The source has to Eclipse is not good at building artifacts, and Maven has no editor or debugger. So they are complimentary tools that handle different phases of the development process.

Yale conventions require that the source to any Yale software project be stored in Subversion. The WAR has Artifacts (JAR and WAR files) are similarly required to be stored in Artifactory. Then the a network server called Artifactory. Build and installation have to be managed by the Jenkins tool which runs what are loosely called "jobs". A Jenkins Build job runs the Maven project to check the source out of SVN, creates the artifact, and stores it in Artifactory. The Jenkins Install job copies the WAR artifact from Artifactory to the server where CAS will run and applies last minute changes JBoss deploy directory plugging in values from properties files or operator parameters into text configuration files to set database URLs and passwords. Eclipse cannot build the WAR artifact, and Maven has no editors or debuggers.
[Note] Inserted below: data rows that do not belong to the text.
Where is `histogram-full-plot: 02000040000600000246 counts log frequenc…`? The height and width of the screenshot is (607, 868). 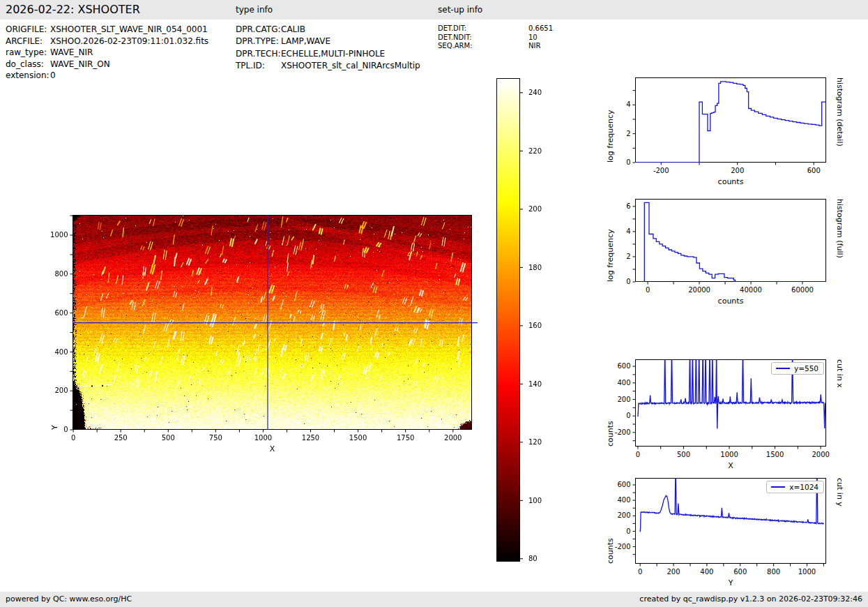 histogram-full-plot: 02000040000600000246 counts log frequenc… is located at coordinates (731, 240).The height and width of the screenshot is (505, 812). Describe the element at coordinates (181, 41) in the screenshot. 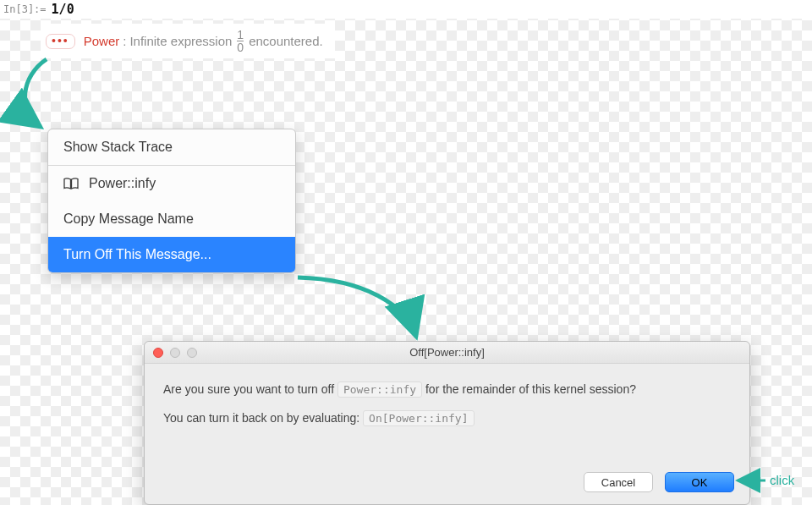

I see `message-pre: Infinite expression` at that location.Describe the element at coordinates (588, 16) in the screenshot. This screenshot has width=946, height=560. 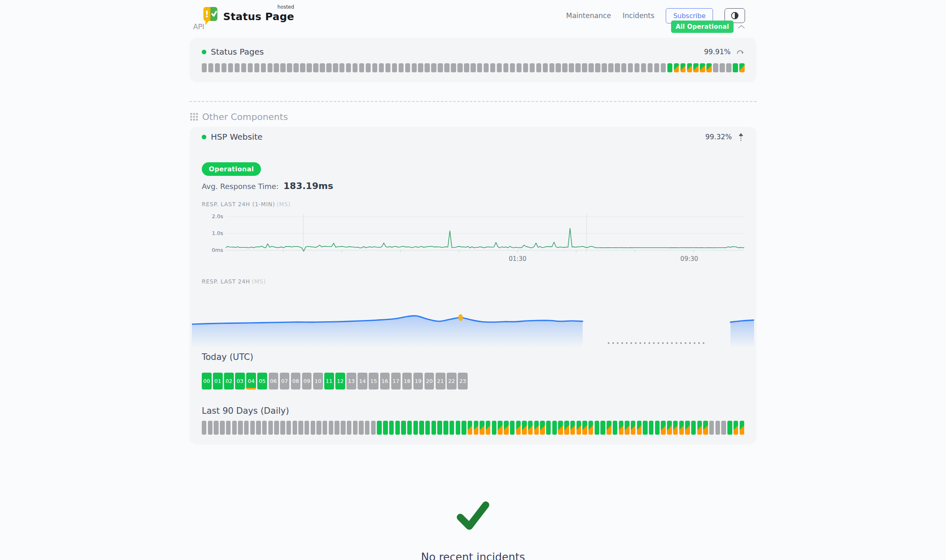
I see `nav-maintenance: Maintenance` at that location.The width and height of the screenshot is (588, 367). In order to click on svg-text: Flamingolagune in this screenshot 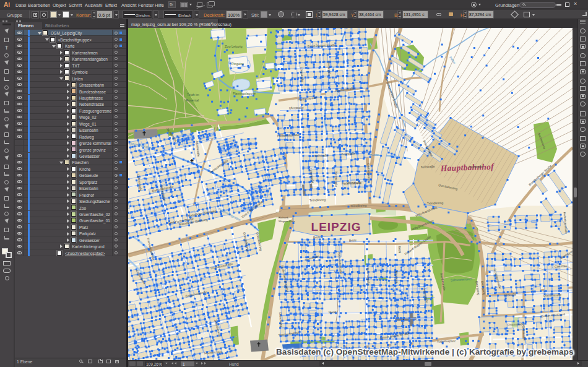, I will do `click(244, 93)`.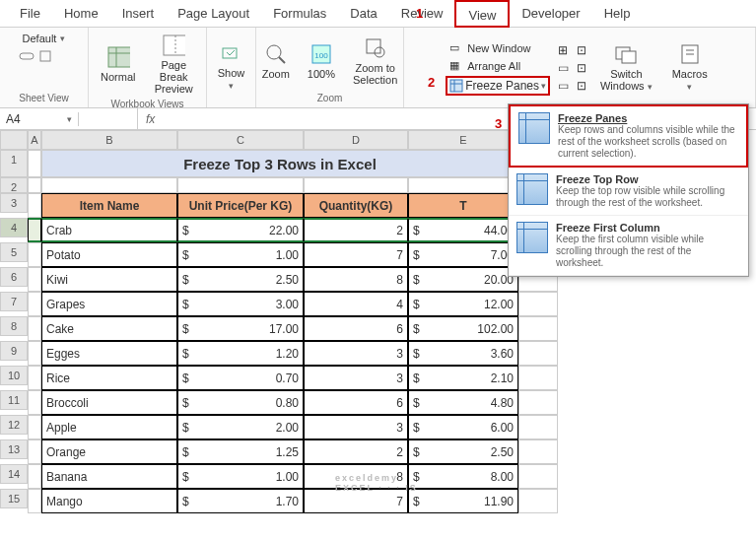 The width and height of the screenshot is (756, 540). Describe the element at coordinates (34, 164) in the screenshot. I see `cell-a1` at that location.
So you use both Eclipse and Maven to develop applications.Yale standards require the use of Maven to build every application. The Jenkins Build Job runs Maven and expects to end with a WAR file in Artifactory. Eclipse could be replaced by Netbeans or Intellij or some other IDE (or a text editor). So any Yale software has to be a Maven project with a pom.xml file and the directory structure mandated by Maven conventions (Java source is in src/main/java and Web files are in src/main/webapp). The developer has to check this project into Subversion. How you edit it is up to you, but Eclipse is the recommended tool.passwords or other last minute text values.

During development, Eclipse not only provides an editor and debugger, but its built in support for Maven substitutes for the Jenkins Build and Install job.

Eclipse has Maven support, but it does not require that you use it. You do not have to put your source files in the Maven standard src/main/java subdirectory but can configure any subdirectory as Java source. Similarly, you can manually configure any JAR file anywhere on disk to be used to find Java classes during compile. The Eclipse project is configured with a .project file, a .classpath file, and a .settings directory. Maven is configured with a pom.xml file.

 

It is a Yale convention that the Eclipse configuration files are typically not checked into Subversion (this is not a hard rule, but you will typically find it is true). This means that if you start with an empty Eclipse workspace and check the project out, then the Eclipse support for Maven (a component called "M2E") has to read the pom.xml file, apply the Maven conventions, and configure the Eclipse .project and .classpath values. Eclipse can operate on Java source in any directory, but it is a Maven convention that the source be located in the src/main/java directory. Eclipse will be told to compile source files from the same directories where Maven expects source, and to put the output class files in the same directory where Maven would have put its class files. M2E will also download JAR libraries listed as dependencies into the Maven repository and will create an Eclipse Build Path that uses these dependency JARs to resolve references during compilation.